In the late 1980s and throughout the 1990s, many parents simply needed to visit a sick relative or neighbor with their teenage offspring. The dying sick person sent a clear message to the teenager that you either get away from sexual activities or you are next. HIV/AIDS was rampaging the entire country. Kampala dwellers were being shipped from the city to their ancestral homes to die!
If the parents didn’t warn you with that image of a dying person on a deathbed in the living room that you accompanied them to visit, Bakayimbira Dramactors’ Ndiwulira drama was being reenacted in your school. If you couldn’t act, you may have been drafted into a school choir to sing Philly Bongoley Lutaaya’s Alone and Frightened, the undisputed HIV/AIDS anthem. If you did none of that, you were forced to watch the music dance and drama about HIV/AIDS. There was no escaping.
These efforts by people like Philly Lutaaya, Norine Kaleeba of TASO and many others earned Uganda constant accolades in the fight against the HIV/AIDS scourge and saved millions of people from death.
HIV/AIDS is still here with us but not in the scary form of the 1980s and 1990s. Many of the young people today have never seen and will never have that image of an unrecognizable dying person, slim like a telephone pole, and waiting for their death. The epidemic has matured thanked to early awareness and advancements in treatment, some of which has been invented by our experts at the school of public health in Makerere.
As a kid growing up in those turbulent times, I was reminded of this weeks back when teenagers rub-dubbing (read dancing) on a bus was mistaken to be some lewd sexual activity. It was simply youthful exuberance — dancing and enjoying a trip back to school from a study tour. But the reaction on social media also reminded me of how far we have come from the 1980s and 1990s where parents talked to their children about their sexuality. Before, many cultures had instituted platforms like the Ssengas and Kojjas in Buganda where elders talked to their nieces and nephews respectively about their sexuality.
There have been some efforts led by some development organisations to teach kids about their sexuality in schools but every time the topic is brought up, moralists and those high on some religious octane misinterpret it as “teaching kids sex.” Sexuality education is not to teach teenagers how to have sex rather to be mindful of the choices they are making. The truth is teenagers are out there having sex, like the millions we saw during the Covid-19 lockdowns that ended up pregnant.
Pregnancy in most of Africa denies a child, especially the girl, the opportunity to finish school as they become mothers when they aren’t even ready to take care of themselves in the first place. Some of the boys responsible for pregnancy end up in prison or abandoning school in fear of getting arrested. In many societies, they are burdened with responsibilities beyond their means to pay for bride price and then looking after children they didn’t plan to have.
Yet studies show that for every additional year of secondary education, one earns between 15% and 20% more. A report titled Secondary Education in Africa by the Mastercard Foundation reveals that the highest education level the majority of Africans will ever attain is secondary. So if kids are dropping out of school before they even finish their secondary education, it means the continent will lose an economic dividend that we would have gained had the majority of people finished their secondary level education. Of course, secondary education must be relevant to these kids to address the challenges of our time among which is information on sexuality, delayed pregnancy, and of course the skills necessary for the 21st century economy in which we live.
I have been to many parts of Uganda and interacted with teenage mothers and their equally young parents (30-year old grandparents) and almost all of them tell me that they wish they had continued with school and how they wish to go back.
Unless we stop burying our heads in the sand like the proverbial ostrich and confront the issue of children’s sexuality with the knowledge they need to make informed decisions, we will continue having teenage parents and many contracting HIV/AIDS. Like we did with HIV/AIDS in the 1980s and 1990s, religiosity and morality should take a back seat so that we empower teens with the information they need to make informed decisions. That way we can develop our country sustainably.
See you at the Kabaka Birthday Run this Sunday so that you help create HIV/AIDS awareness in a bid to end this scourge before 2030.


▶ **WORK INSTRUCTION**
Give a verbatim copy of the data, leaving the pictures out.

==== DATASET EXCERPTS

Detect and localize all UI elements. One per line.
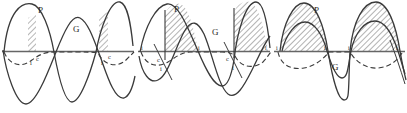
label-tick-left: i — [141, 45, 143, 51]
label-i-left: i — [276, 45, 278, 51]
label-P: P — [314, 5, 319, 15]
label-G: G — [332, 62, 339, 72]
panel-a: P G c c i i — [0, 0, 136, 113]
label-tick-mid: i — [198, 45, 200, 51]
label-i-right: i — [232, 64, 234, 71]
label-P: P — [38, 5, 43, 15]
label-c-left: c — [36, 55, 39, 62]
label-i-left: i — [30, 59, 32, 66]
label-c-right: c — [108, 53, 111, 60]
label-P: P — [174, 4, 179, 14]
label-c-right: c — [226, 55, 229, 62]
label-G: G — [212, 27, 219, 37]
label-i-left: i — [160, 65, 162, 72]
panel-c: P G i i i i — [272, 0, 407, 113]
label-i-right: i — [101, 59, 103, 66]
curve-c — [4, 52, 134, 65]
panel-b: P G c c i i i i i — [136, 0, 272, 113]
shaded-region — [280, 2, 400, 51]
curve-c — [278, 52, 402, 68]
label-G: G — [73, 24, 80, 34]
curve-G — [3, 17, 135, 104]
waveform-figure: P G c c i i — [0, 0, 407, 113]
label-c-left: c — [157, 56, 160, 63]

========

▶ **TASK OUTPUT**
Detect and localize all UI elements. One per line.
label-tick-left: i — [141, 45, 143, 51]
label-i-left: i — [276, 45, 278, 51]
label-P: P — [314, 5, 319, 15]
label-G: G — [332, 62, 339, 72]
panel-a: P G c c i i — [0, 0, 136, 113]
label-tick-mid: i — [198, 45, 200, 51]
label-i-right: i — [232, 64, 234, 71]
label-P: P — [38, 5, 43, 15]
label-c-left: c — [36, 55, 39, 62]
label-i-left: i — [30, 59, 32, 66]
label-c-right: c — [108, 53, 111, 60]
label-P: P — [174, 4, 179, 14]
label-c-right: c — [226, 55, 229, 62]
label-G: G — [212, 27, 219, 37]
label-i-left: i — [160, 65, 162, 72]
panel-c: P G i i i i — [272, 0, 407, 113]
label-i-right: i — [101, 59, 103, 66]
curve-c — [4, 52, 134, 65]
panel-b: P G c c i i i i i — [136, 0, 272, 113]
shaded-region — [280, 2, 400, 51]
curve-c — [278, 52, 402, 68]
label-G: G — [73, 24, 80, 34]
curve-G — [3, 17, 135, 104]
waveform-figure: P G c c i i — [0, 0, 407, 113]
label-c-left: c — [157, 56, 160, 63]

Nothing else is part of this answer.